* _PROVIDED INFORMATION_
"""
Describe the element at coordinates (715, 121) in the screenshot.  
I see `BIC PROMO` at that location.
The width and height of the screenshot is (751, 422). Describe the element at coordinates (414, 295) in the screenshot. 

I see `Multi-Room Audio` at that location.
"""
"""
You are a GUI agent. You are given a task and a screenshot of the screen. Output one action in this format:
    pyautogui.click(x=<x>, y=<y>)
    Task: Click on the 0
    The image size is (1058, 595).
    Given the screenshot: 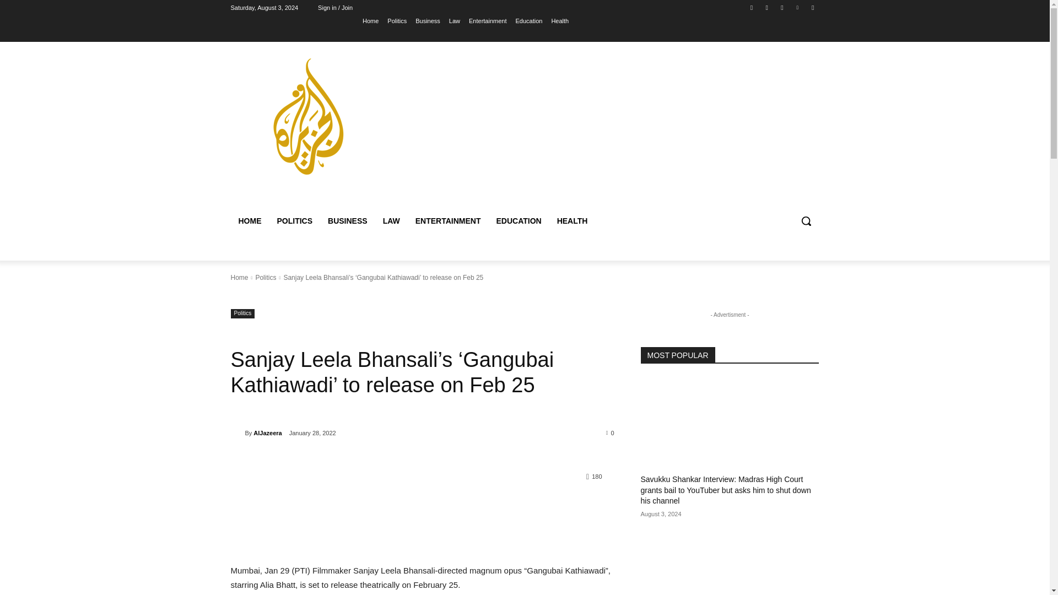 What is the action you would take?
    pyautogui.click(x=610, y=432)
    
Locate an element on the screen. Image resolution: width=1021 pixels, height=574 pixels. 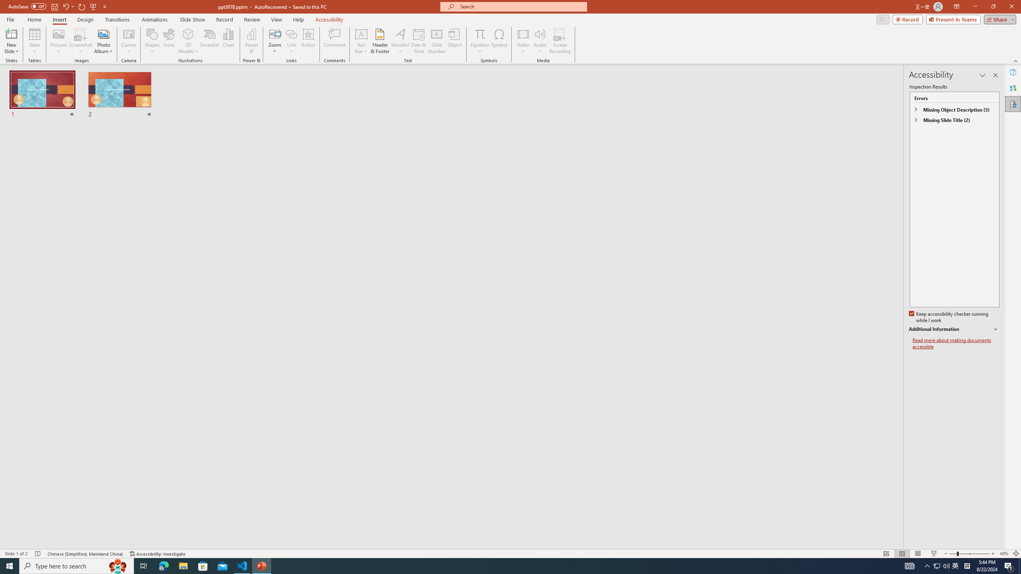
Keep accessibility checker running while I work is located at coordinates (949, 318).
"""
* _EXERCISE OBJECTIVE_
Write out only the lines that run from the line containing "You are a GUI" through the line containing "The image size is (1058, 595).", both included, exactly as they appear above.

* _EXPECTED ANSWER_
You are a GUI agent. You are given a task and a screenshot of the screen. Output one action in this format:
    pyautogui.click(x=<x>, y=<y>)
    Task: Click on the 0
    The image size is (1058, 595).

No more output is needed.